Awards & Winners

Tom Maniatis

Date of Birth 08-May-1943
Place of Birth Denver
(Colorado, United States of America, Area code 303, Area code 720, Area codes 303 and 720)
Nationality United States of America
Tom Maniatis, is an American professor of molecular and cellular biology. Maniatis is a graduate of the University of Colorado and one of the founders of modern molecular cloning. He received a PhD in Molecular Biology from Vanderbilt University, and has received Honorary PhDs from the University of Athens and the Watson School of Cold Spring Harbor Laboratory. Maniatis carried out postdoctoral studies with Professor Mark Ptashne at Harvard University and with Dr. Fred Sanger at the Medical Research Council Laboratory of Molecular Biology in Cambridge, England. Maniatis has held faculty positions at Harvard University, The Cold Spring Harbor Laboratory, the California Institute of Technology, and Columbia University. As a graduate student at Vanderbilt University with Dr. Leonard Lerman, Maniatis determined the structure of highly compact DNA using wide-angle x-ray scattering methods. As a postdoctoral fellow with Mark Ptashne at Harvard University, Maniatis studied the molecular mechanisms of gene regulation in bacteriophage lambda. He determined the DNA sequence of the lambda operators while working in Fred Sanger's lab at the MRC in Cambridge, England. Maniatis was appointed to the position of assistant professor in the Department of Biochemistry and Molecular Biology in 1975, but carried out his research at Cold Spring Harbor Laboratory because the moratorium on recombinant DNA research in Cambridge, MA prevented his work on cDNA cloning at Harvard. While the moratorium continued Maniatis moved his laboratory to the California Institute of Technology, where he pioneered the development of gene isolation methods. In 1981 Maniatis returned to Harvard where he applied molecular cloning methods to the study of the mechanisms of transcription and RNA splicing in eukaryotes. Maniatis retired from Harvard in 2009, becoming the Jeremy Knowles Emeritus Professor of Molecular and Cellular Biology. Maniatis is currently serving as the Isidore Edelman Professor of Biochemistry and Molecular Biophysics at the Columbia University College of Physicians and Surgeons in New York. His laboratory studies innate immunity, mechanisms of gene regulation in the brain, and the causes of the fatal neurodegenerative disease Amyotrophic Lateral Sclerosis.

Awards by Tom Maniatis

Check all the awards nominated and won by Tom Maniatis.

2012


Albert Lasker Special Achievement Award
(For exceptional leadership and citizenship in biomedical science \u2014 exemplified by fundamental discoveries concerning the nature of genes; by selfless commitment to young scientists; and by disseminating revolutionary technologies to the scientific community.)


__Problem__
Where an entry contains an image, leave the image out; restate everything else exactly.

******************************

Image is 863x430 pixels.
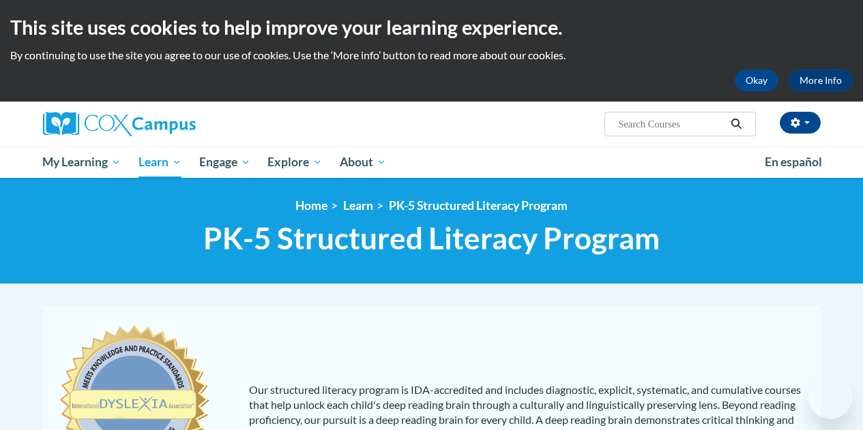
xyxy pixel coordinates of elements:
a: En español [756,148,831,177]
h2: This site uses cookies to help improve your learning experience. [10,14,852,41]
a: More Info [788,70,852,91]
span: Engage [199,154,250,170]
span: Learn [138,154,181,170]
button: Okay [734,70,778,91]
a: Engage [190,147,259,178]
span: En español [764,155,822,169]
span: My Learning [42,154,121,170]
input: Search Courses [616,116,726,132]
a: Learn [130,147,190,178]
button: Account Settings [779,112,820,134]
a: My Learning [34,147,130,178]
p: By continuing to use the site you agree to our use of cookies. Use the ‘More info’ button to read... [10,48,852,63]
div: Main menu [33,147,831,178]
iframe: Button to launch messaging window [808,376,852,419]
a: Home [295,198,327,213]
span: PK-5 Structured Literacy Program [203,220,659,256]
a: PK-5 Structured Literacy Program [389,198,567,213]
button: Search [726,116,746,132]
a: About [331,147,395,178]
img: Cox Campus [43,112,196,136]
span: Explore [267,154,322,170]
a: Cox Campus [43,112,288,136]
span: About [340,154,386,170]
a: Explore [258,147,331,178]
a: Learn [343,198,373,213]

******************************

__Answer section__
Image is 863x430 pixels.
xyxy pixel coordinates of elements:
a: En español [756,148,831,177]
h2: This site uses cookies to help improve your learning experience. [10,14,852,41]
a: More Info [788,70,852,91]
span: Engage [199,154,250,170]
span: Learn [138,154,181,170]
button: Okay [734,70,778,91]
a: Engage [190,147,259,178]
span: En español [764,155,822,169]
span: My Learning [42,154,121,170]
input: Search Courses [616,116,726,132]
a: Learn [130,147,190,178]
button: Account Settings [779,112,820,134]
a: My Learning [34,147,130,178]
p: By continuing to use the site you agree to our use of cookies. Use the ‘More info’ button to read... [10,48,852,63]
div: Main menu [33,147,831,178]
iframe: Button to launch messaging window [808,376,852,419]
a: Home [295,198,327,213]
span: PK-5 Structured Literacy Program [203,220,659,256]
a: PK-5 Structured Literacy Program [389,198,567,213]
button: Search [726,116,746,132]
a: About [331,147,395,178]
img: Cox Campus [43,112,196,136]
span: Explore [267,154,322,170]
a: Cox Campus [43,112,288,136]
span: About [340,154,386,170]
a: Explore [258,147,331,178]
a: Learn [343,198,373,213]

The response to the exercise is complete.